An injection of money and more boots on the ground should help the walloped testing system. The number of PCR tests administered statewide has increased by 31% over the last seven days, according to Kemp’s office. About 170,000 new tests statewide were administered in the last six days, according to data compiled Tuesday by The Atlanta Journal-Constitution. The share of people who tested positive has crept up each of those days, from 20% to 33%.
The Georgia Department of Public Health has hired labs to offer additional testing sites and extended hours at existing sites, DPH spokeswoman Nancy Nydam said Tuesday. Existing labs under contract are hiring more people to help with testing, and some school-based testing staff have been temporarily reassigned to help the general public.

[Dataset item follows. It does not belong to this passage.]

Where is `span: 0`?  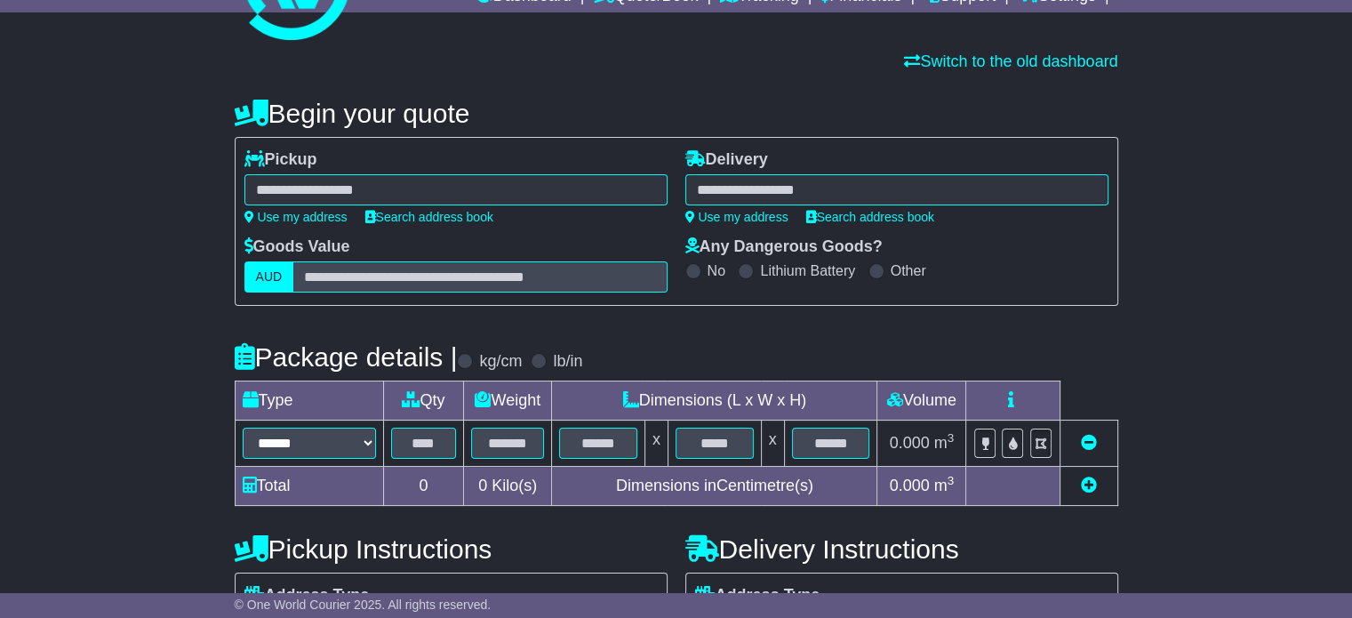 span: 0 is located at coordinates (483, 485).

Ultimately, the rapid spread of omicron is fueling the high demand for testing to the point of inundating sites in Georgia and across the country.

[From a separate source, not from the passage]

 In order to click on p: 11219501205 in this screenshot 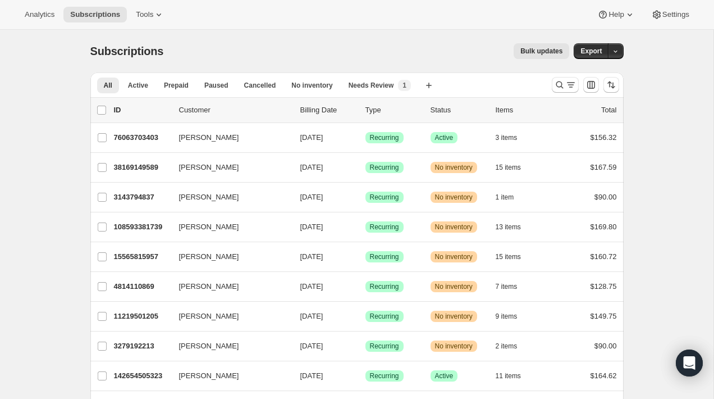, I will do `click(142, 316)`.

Mako, a testing contractor with 46 sites throughout Georgia, had some locations report a tenfold increase over the last seven days.

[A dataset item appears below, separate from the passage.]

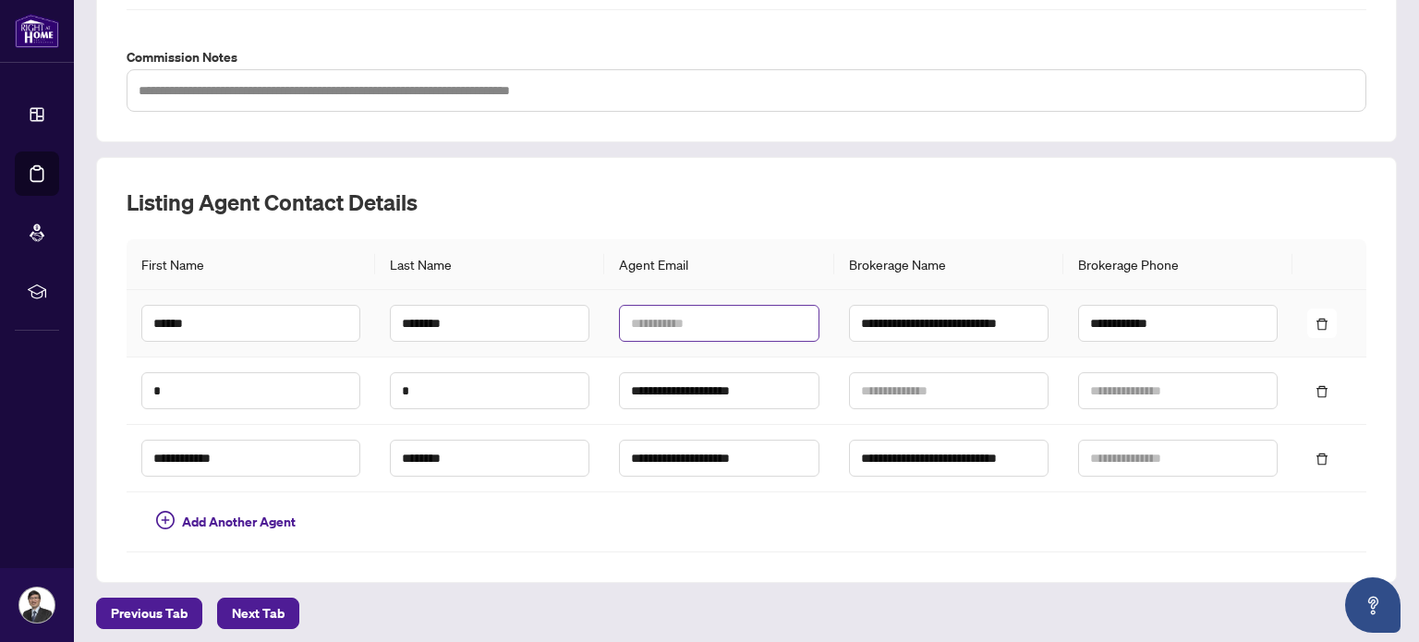  Describe the element at coordinates (719, 264) in the screenshot. I see `th: Agent Email` at that location.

“Our staffing team continues to work around the clock to bring on new team members as quickly as possible,” said Mako’s COO Josh Arant. “Wait times will get increasingly better each day.”
Arant asked for patience during the omicron spike. He said his company has more than five months of testing inventory and continues to provide results within 24 to 36 hours.
None are immune
The long line Monday at the West End Mall site included people from all walks of life.
Craig Geter wasted nearly three hours in line over two days trying to get him and his two teenage sons, all of whom are feeling ill, tested at the Emergent-run site. Between the electricity being down and an accident on the highway slowing staff, Geter and his sons finally got their tests at Mako-run Boulevard site Tuesday.
“It’s been a hell of an experience,” said the 56-year-old Vine City resident.
Natalie Hall, a Fulton County commissioner, had just finished a 43-minute phone call with her mother in the West End line when the AJC called her Monday. She was fifth from the front of the line, which she said wrapped around the parking lot.
“I don’t care what contractor you hire, they’re going to have to, unfortunately, deal with the overwhelming numbers, and that’s something they don’t have any control over,” she said. “They’re doing the best they can.”
DeKalb Commissioner Lorrain Cochran-Johnson said she waited two hours Tuesday morning at the Greater Piney Grove Baptist Church testing site near East Atlanta.
“Unfortunately, I really believe because of the holidays we’re going to just see a continued increase, and that will mean that we need to expand resources to provide additional testing sites,” Cochran-Johnson said.
DeKalb announced Wednesday it would provide 5,000 at-home COVID-19 test kits to try to increase access to testing. Fulton made a similar promise on Christmas Eve.
Chad Wasdin — spokesman for the Gwinnett, Newton and Rockdale County Health Department — said the longest wait was about two hours on Monday. He said officials might reevaluate the number of testing locations after the New Year depending on if demand wanes or stays high.
Dr. Lynn Paxton, head of the state-run Fulton Board of Health said this all reminds her of the increase in cases caused by holiday gatherings last year.
She knows people are tired of hearing about the coronavirus and upending their lives.
The Centers for Disease Control and Prevention announced Monday it has shortened the recommended time that Americans infected with COVID-19 should isolate, from 10 days to five days if asymptomatic, because research shows omicron transmission happens in a shorter window.
But many critics found the timing dubious, considering business leaders like Delta CEO Ed Bastian called for the CDC to decrease the 10-day guideline.
“We already have a population that is tired of COVID and many people who don’t want to lift a finger to prevent it … so we’re having to deal with the realities of life,” Paxton said with a sigh, “so life is full of compromises.”
Photographer Ben Gray contributed to this story.